Exercise directions
Look for the line with "Locate an element on the screen." in the data below, then reproduce word for word that line and every line after it. Leave out all pictures and add nothing.

(Screenshot grounding data)

....

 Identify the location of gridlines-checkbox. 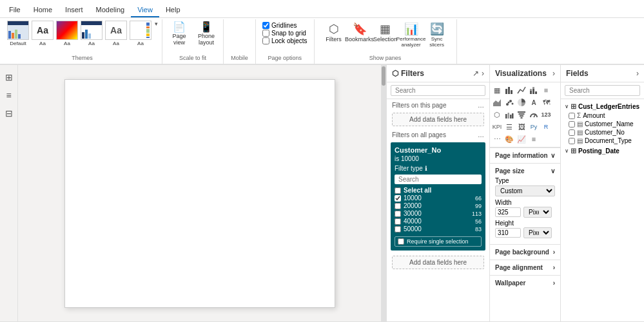
(266, 26).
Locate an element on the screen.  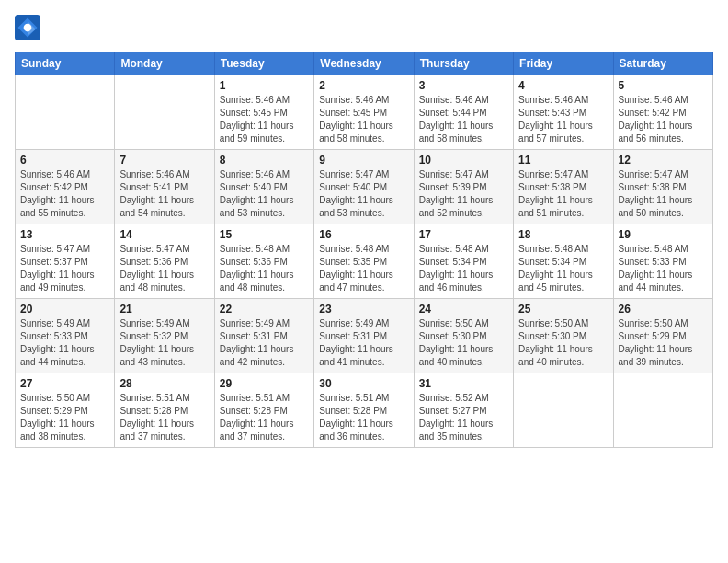
calendar-week-row: 27Sunrise: 5:50 AM Sunset: 5:29 PM Dayli… is located at coordinates (364, 410).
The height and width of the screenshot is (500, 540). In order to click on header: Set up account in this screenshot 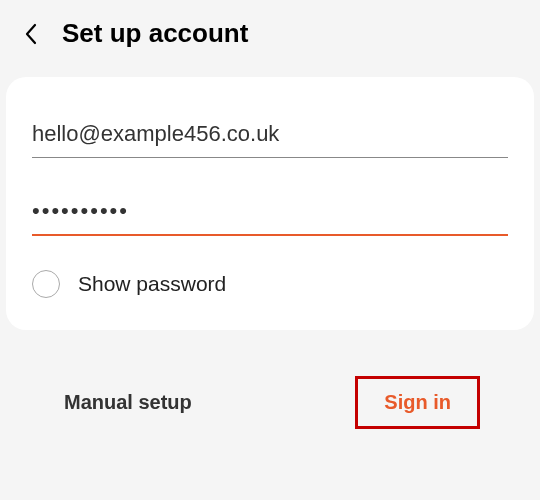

....

Answer to this problem
Locate an element on the screen.  
calendar-week-row: 27Sunrise: 5:50 AM Sunset: 5:29 PM Dayli… is located at coordinates (364, 410).
The height and width of the screenshot is (500, 540). In order to click on header: Set up account in this screenshot 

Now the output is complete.